What stands out in the June result?
The headline is not only the 1 million-TEU threshold. The port also said June cargo was 12% higher than a year earlier and that the month closed without vessel backlogs or cargo delays, which matters more operationally than the raw volume number alone.
| Metric | Detail |
|---|---|
| June volume | 1,002,734 TEUs |
| Year-over-year change | +12% |
| Historical note | Best June ever |
| Port comment | No vessel backlog or cargo delay |
Why should cargo owners care?
Because this is a signal that Southern California volume pressure remains high without yet collapsing berth fluidity.

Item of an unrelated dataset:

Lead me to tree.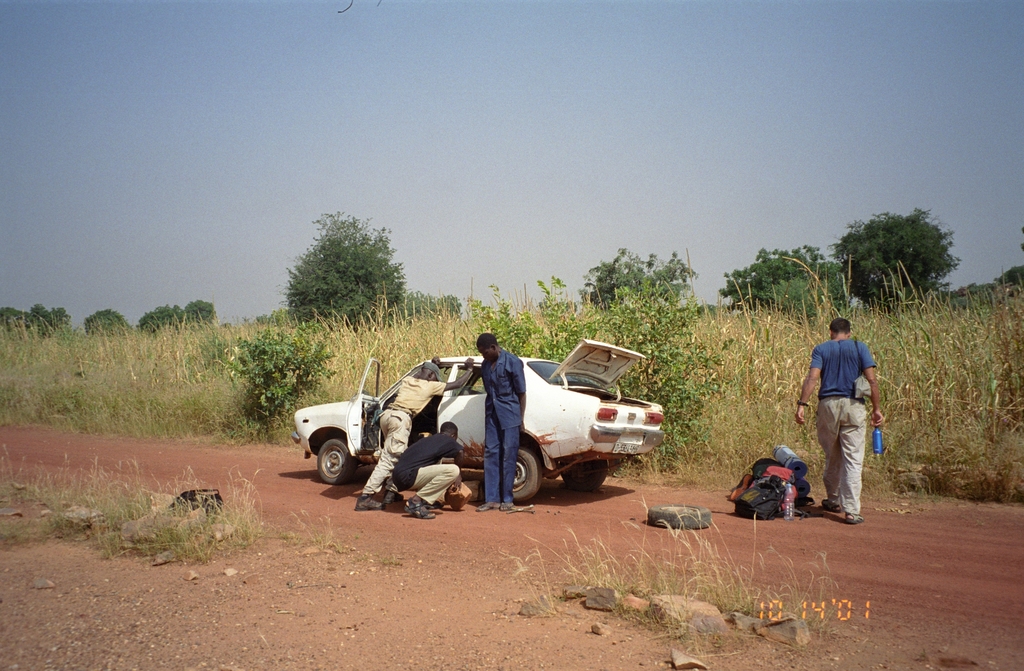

That usually shifts attention downstream to drayage, warehouse receiving, inland rail coordination, and appointment discipline rather than to ships waiting offshore.

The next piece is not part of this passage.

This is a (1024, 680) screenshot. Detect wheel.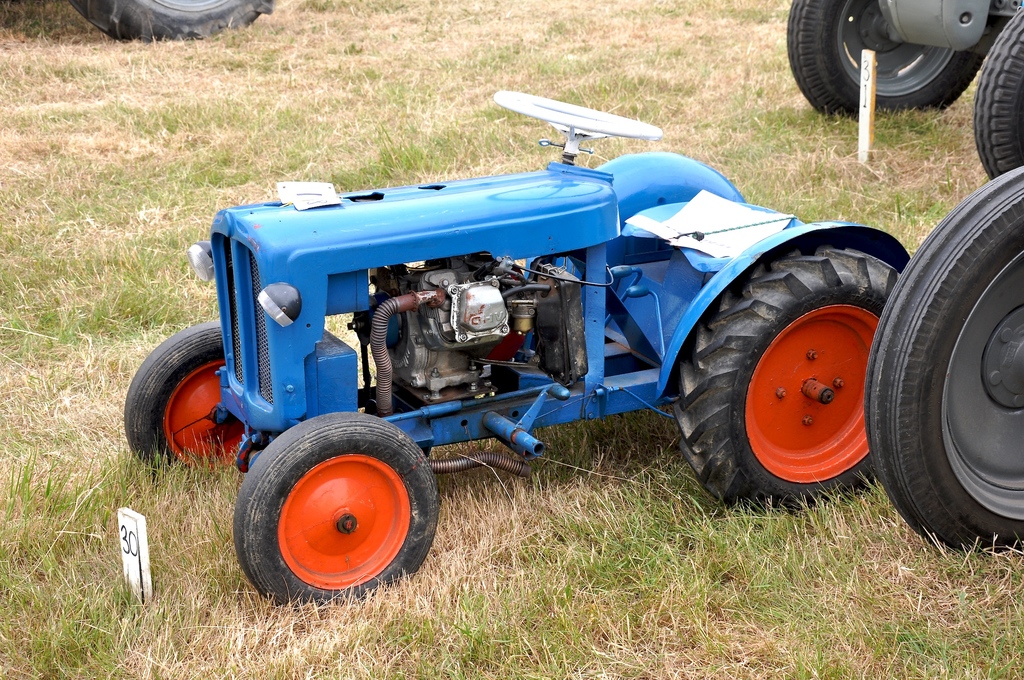
<bbox>125, 321, 239, 473</bbox>.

Does this mean congestion is back?
Not automatically. The Port of Los Angeles explicitly said the result came without vessel backlogs or cargo delays. But sustained million-TEU months can still tighten truck, chassis, and warehouse capacity if inland handoff does not keep up.
What Shippers Should Do
- Treat June's record as a downstream capacity warning, not just a headline milestone.
- Reconfirm drayage and receiving appointments for July and August freight moving through Los Angeles.
- Watch Southern California inland transfer performance, not only marine terminal throughput.